This off season/pre season has been different from others that I’ve had, for many reasons. I don’t think that ever during my career my body (and mind) were so beat from the season. The mind pretty much due to the concussion rather than the mental strain from the season.
So for the first time in my life I was faced with a wholly new challenge. My hip was in a pretty bad shape, my head was a total mess and I was tired. Pretty much from finishing the last game of the season I knew that the summer was going to be far from easy, but then again, hockey doesn’t really give you a long summer holiday.
I think I gave myself about a week off from the ice and then started to hit the gym. While it probably wasn’t the smartest thing to do with the ongoing concussion symptoms, I needed to do something. Running made my head feel worse and the doctors said that I was OK to do light weights and go easy. Too bad I have a different idea of going easy to the doctors.
So I was able to train really hard through April and I thought that I had overcome the concussion issues. My body started to feel better and I felt stronger physically, but I was still hitting a wall. I was helping out at one of my wife’s trainings on the ice and I was doing a regular skating drill we did throughout the season. I was probably going at about 60% and I just literally didn’t know what the hell was going on. I went pale, blacked out and almost passed out. From skating at about 60%.
This then lead to heated debates and arguments about what I should and shouldn’t be doing and being a bone head I told everyone to STFU and let me decide what’s best for me. As a compromise I agreed to take a week out of training to give myself some extra time to re-coup.
If you follow me on twitter, or are unlucky to have me as a friend on Facebook, you know what happened to me on my first run after I resumed training. I was about 800meters from the office and I was doing a visualisation and mental exercises while running. I was so focussed that I didn’t see a pothole and I ran into it and twisted my ankle…. BAD! Where the ankle hurt for a few days, I was back at the gym lifting weights and on the bike 3 days after I hurt it. My thinking being, if I focus on exercises where there’s no risk of the ankle buckling or giving way, I’ll be OK.
The other issue I dealt with was the hip, which I mentioned at the start. As soon as the season had finished I entered into a rigorous physio therapy programme with Matthew Radcliffe, who is a the head physio for Southampton FC. Matt did a great job with me and seriously put me through the paces. I don’t think that I’ve ever worked so hard at physio, which I enjoyed as it was actually doing functional stuff that I knew would help and it kept me interested as I felt like I was actually having a workout.
The physio for the hip has worked as the times I’ve been on the ice, I’ve been skating pain free, which has shown me how much fun it can be. I was officially discharged from the hip physio and where I’m happy to know that I’ve been discharged and fit, I still have to do continuous exercises to ensure that the hip doesn’t flare up, that combined with a new pre-activation session.
Additionally, I’ve also been discharged from the ankle physio, which effectively brings to an end a regime of physio therapy that started in April. I think this summer I’ve been in physio for a longer period of time than ever before.
On the other hand though, my gym workouts have gone so well that I am actually feeling really good about the shape I am in and it is a definite step up compared to where I was starting from at the start of last season. Maybe more importantly the off season training has taught me more about mental toughness and discipline than anything else. I feel like the work I’ve put in, both in training and in physiotherapy has made me a stronger person and helped me to examine the game from a entirely new point of view. Despite the off ice training being hard and difficult at times, I have actually had fun doing it and I’m actually smiling at the gym, the same can be said of the times that I have been on the ice. Hockey is definitely fun again, which is something that I’ve missed among all the injuries I suffered with.
As for last season, well it is just that, it’s last season. I will take lessons from it, but for now my eyes are fixed on the 2011-2012 campaign. I think the most important lessons I have learnt this off season are those of patience, hard(er) work and trying out new things. I feel that I’m mentally stronger and I feel that I’ll be able to have fun instead of whitekncuckle the stick. There’s 6 days till we take to the ice as a team again, so I’ll be looking forward to seeing some of the guys I’ve not seen over the summer.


**Problem statement:**
Every line below needs to be printed again exactly, without any of its pictures.

**Data:**
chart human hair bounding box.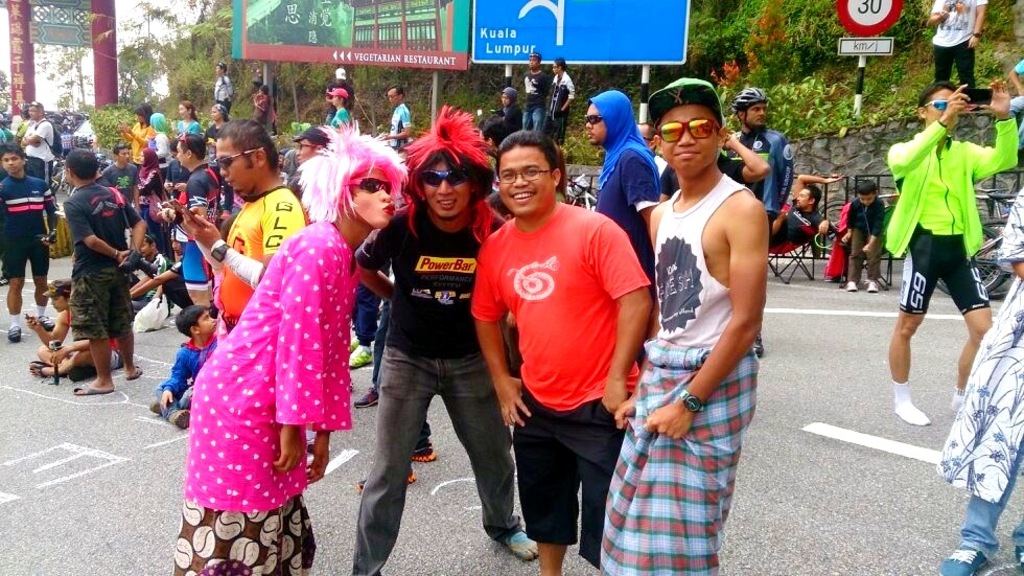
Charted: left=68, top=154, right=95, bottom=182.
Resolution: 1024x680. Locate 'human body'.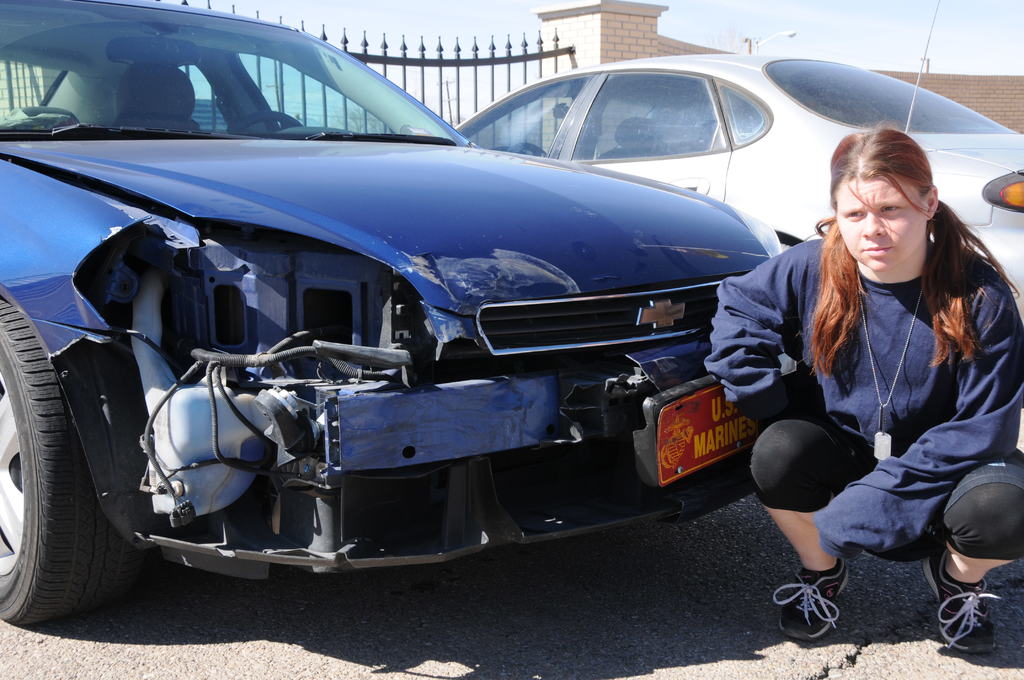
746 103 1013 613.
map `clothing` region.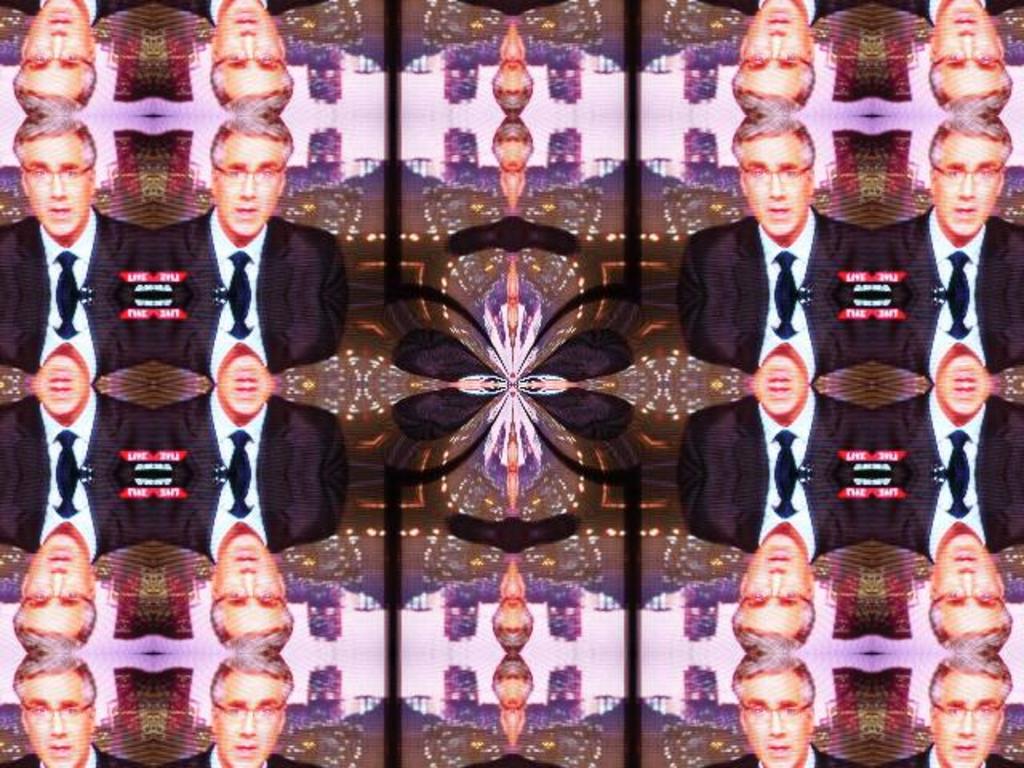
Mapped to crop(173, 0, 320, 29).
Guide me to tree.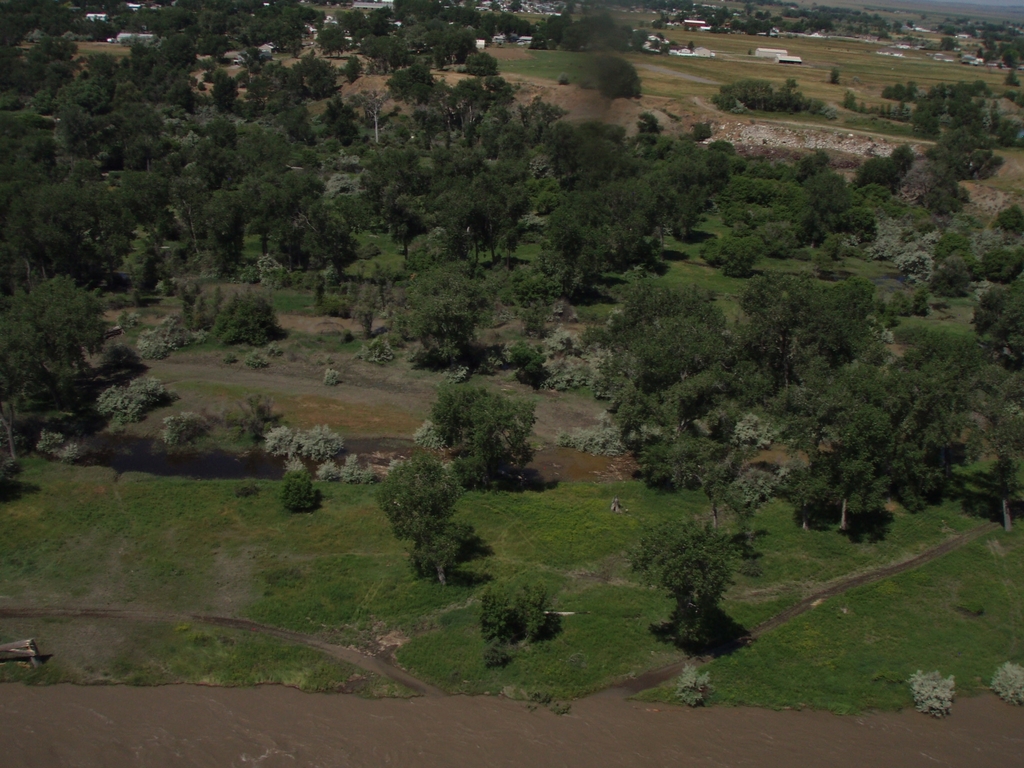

**Task solution:**
chart human hair bounding box.
Charted: left=68, top=154, right=95, bottom=182.
Resolution: 1024x680. Locate 'human body'.
746 103 1013 613.
map `clothing` region.
Mapped to crop(173, 0, 320, 29).
Guide me to tree.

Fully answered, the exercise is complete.